Matt eased the ship into its exit lane, adjusted the artificial gravity, took them past the series of docks, and moved out through the launch doors. “Still a nice feeling,” she said.
“Yeah, it is. Beats hustling condominiums.”
Earth, blue and white and endlessly lovely, spread out below them. A sliver of moon floated off to port. Toward the end of her piloting career, she hadn’t much noticed such things. Stars and worlds had become navigational objects, markers in the night and not much more. That was when she’d realized it was time to do something else. But seated on the bridge, as Matt increased thrust and they began to move out, she felt she’d come home at last.
As the Preston accelerated, they traded a few quips. You’re sure the drive works? We’re not going to come out of it with our brains scrambled, are we? “If the monkey could make it,” Matt said, “we should be fine.”
Matt had a taste for music, and he asked whether she objected, then brought up Beethoven. The Pathétique. It was pleasant, and fit the mood.
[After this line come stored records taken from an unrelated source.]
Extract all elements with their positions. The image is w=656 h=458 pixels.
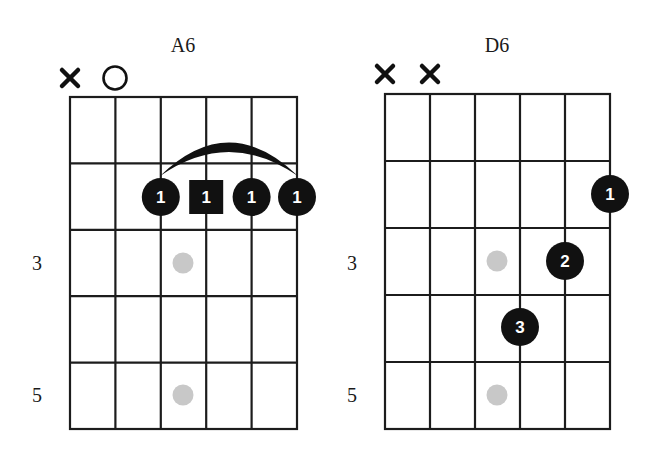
fret-inlay-dot (487, 251, 508, 272)
muted-string-icon (422, 66, 438, 82)
chord-title: D6 (485, 34, 509, 56)
fret-inlay-dot (487, 385, 508, 406)
svg-text:3: 3 (515, 318, 524, 337)
fret-number-label: 3 (347, 252, 357, 274)
svg-text:1: 1 (156, 188, 165, 207)
muted-string-icon (62, 70, 78, 86)
fret-number-label: 5 (32, 384, 42, 406)
finger-dot: 1 (278, 178, 316, 216)
svg-text:1: 1 (605, 185, 614, 204)
barre-arc (160, 143, 298, 177)
open-string-icon (104, 67, 127, 90)
finger-dot: 1 (591, 175, 629, 213)
fret-inlay-dot (173, 385, 194, 406)
fret-inlay-dot (173, 253, 194, 274)
muted-string-icon (377, 66, 393, 82)
finger-dot: 2 (546, 242, 584, 280)
chord-diagram-a6: A6 3 5 1 (32, 34, 316, 429)
svg-text:1: 1 (247, 188, 256, 207)
root-finger-square: 1 (189, 180, 223, 214)
svg-text:2: 2 (560, 252, 569, 271)
fret-number-label: 5 (347, 384, 357, 406)
finger-dot: 3 (501, 308, 539, 346)
chord-title: A6 (171, 34, 195, 56)
svg-text:1: 1 (292, 188, 301, 207)
finger-dot: 1 (233, 178, 271, 216)
svg-text:1: 1 (201, 188, 210, 207)
chord-diagram-d6: D6 3 5 1 (347, 34, 629, 429)
chord-diagrams: A6 3 5 1 (0, 0, 656, 458)
fret-number-label: 3 (32, 252, 42, 274)
finger-dot: 1 (142, 178, 180, 216)
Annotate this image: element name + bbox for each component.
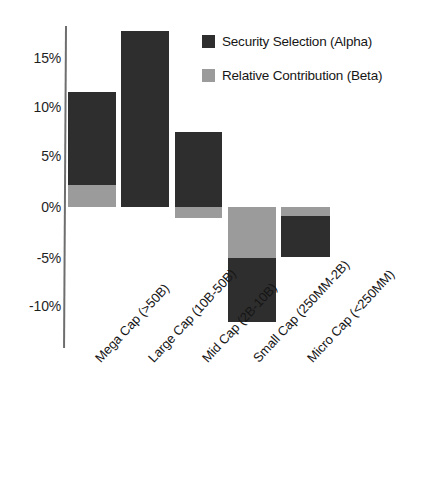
performance-attribution-chart: 15%10%5%0%-5%-10% Security Selection (Al… xyxy=(0,0,425,496)
category-label-3: Small Cap (250MM-2B) xyxy=(250,257,352,365)
x-axis-category-labels: Mega Cap (>50B)Large Cap (10B-50B)Mid Ca… xyxy=(0,0,425,496)
category-label-1: Large Cap (10B-50B) xyxy=(145,266,239,365)
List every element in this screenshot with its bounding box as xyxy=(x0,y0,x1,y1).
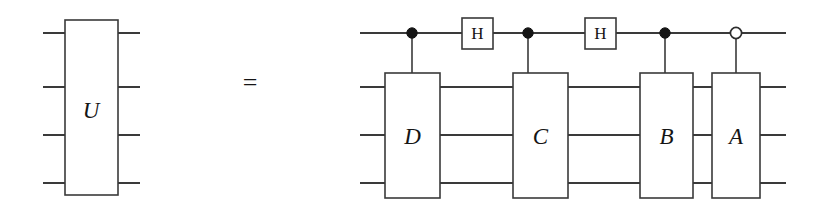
equals-sign: = xyxy=(243,68,258,97)
control-a-dot[interactable] xyxy=(730,27,741,38)
gate-d-label: D xyxy=(403,124,421,149)
gate-b-label: B xyxy=(659,124,673,149)
gate-a-label: A xyxy=(727,124,744,149)
hadamard-gate-1-label: H xyxy=(471,24,483,43)
hadamard-gate-2-label: H xyxy=(594,24,606,43)
left-circuit: U xyxy=(43,20,140,195)
control-d-dot[interactable] xyxy=(407,28,417,38)
figure-canvas: U = DCBAHH xyxy=(0,0,827,212)
gate-c-label: C xyxy=(533,124,549,149)
control-c-dot[interactable] xyxy=(523,28,533,38)
control-b-dot[interactable] xyxy=(660,28,670,38)
gate-u-label: U xyxy=(83,98,101,123)
right-circuit: DCBAHH xyxy=(360,18,786,198)
circuit-diagram: U = DCBAHH xyxy=(0,0,827,212)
“What happens during the jump?” she asked.
“Not much. It’s not like hyperspace. The mists are gone. The sensors pick up nothing. It’s just unbroken darkness.”
Hutch looked out through the viewport. No moving lights anywhere. There was a time that something was always coming or going at Union. The station had been the center of traffic to a dozen regular ports of call and literally hundreds of star systems. It had been filled with tourists, some coming simply to see the station itself, others boarding one of the tour liners for the voyage of a lifetime.
People still came to look on Earth from orbit, and to spend a weekend, to give their kids a completely different experience. And maybe they came, most of all, so they could say they’d been there. Gone to the top of the world.